At 01:54 PM 2/27/99 -0800, Bill Lovell wrote:
>At 01:21 PM 2/27/99 -0800, you wrote:
>>At 11:57 AM 2/27/99 -0800, Bill Lovell wrote:
>>>At 03:00 AM 2/27/99 -0800, you wrote:

Bill and all other EudorsPro users, under /Tools/Options/Miscellaneous, check the "Automatically Expand Nicknames" box and your reply should start to work correctly.

>>Okay,  so the dent goes the *other* way. I always thought that, as the
>>holder of a registered trademark, I "owned" that mark. In what way do I not
>>own it?
>>
>Anything that can be "owned" is property.  A trademark registration is more

>The trademark imposes duties of performance that neither patents nor copyrights
>impose, and are only acquired (this is all U. S. law, of course) by ACTUAL USE
>of the mark in commerce; the trademark registration itself neither adds to nor
>detracts from whatever trademark "rights" might already exist under the common
>law, except in terms of evidence.  Those duties also include that of
>maintaining
>the quality of the goods sold under the mark: the consumer has a right to get
>what was expected when the purchase was made on the basis of the mark.

Thank you Bill! As ownership isn't near as important as control, I can live with your answer quite well. In this specific instance example, I create .GOSHALMIGHTY, register the trademark, create a charter for it, and support it on my name servers, and start taking registrations, then not ICANN, nor anyone else, can legally do a damn thing with that TLD? Mayhap, ICANN, once they start creating new gTLDs, would have no choice but to honor that TLD and enter it into the roots? A real strong argument can be made for that case.

I would posit that we have just found the natural process by which new TLDs will have to be created. Further, as Marty, Bill, and I discussed earlier on this list, all SLDs and other domains, registered within this TLD, can be protected behind the TLD's charter. It gets even more interesting in that, since the trademark-holder is held responsible for maintaining the quality of that mark, they can NOT be coerced into allowing other registrars to register domains in that TLD, on the simple argument of "quality control".

This shoots down a *whole bunch* of arguments made on these issues, over the past few years. Admittedly, some of them mine. It also blows huge chunks out of the ICANN domain name accreditation guide-lines. With these conclusions, they are moot. If they are considering adding fees to DNS registrations they should reconsider, as that avenue of revenue now becomes unworkable.

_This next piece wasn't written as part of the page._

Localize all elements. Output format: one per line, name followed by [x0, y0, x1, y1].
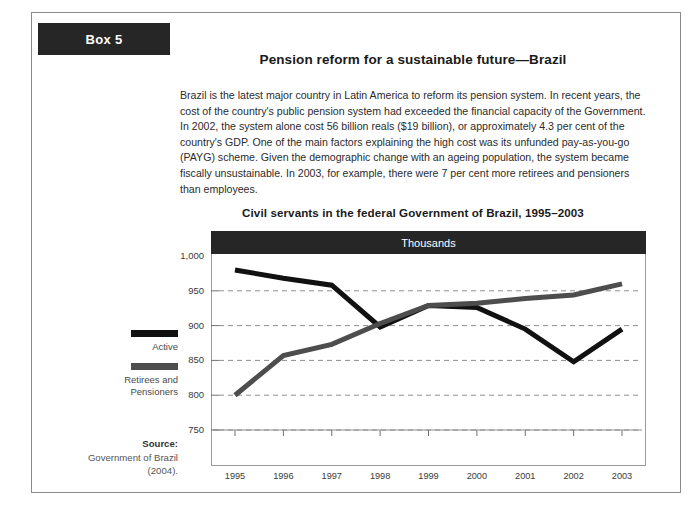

Since trademarks are NOT property, unless they also copyrighted component (The text of a charter *may* qualify as such a copyrightable work), any discussions wrt property-rights are irrelevant.

Under these conditions I also submit the following:
  • No one has control of SLD's, in this type of TLD, other than the TLD registry. Not ICANN, not anyone else. The trademark holder has sole responsibility for policing the mark. In fact, they may lose their mark unless they perform "due diligence".
  • Mandatory Arbitration of SLD registrations can not be enforced on a chartered and marked TLD registry.
  • Denial of access to the root-servers, when other TLDs are being registered, is questionable at best. It may not survive judicial review.
Note also what I am NOT saying, this process is not mandatory unless the root-server operator wants to make this process a requirement for operating a TLD. However, not following this process would potentially leave the TLD operator vulnerable for take-over or other loss of control.

Over-all, I like it, who needs ICANN?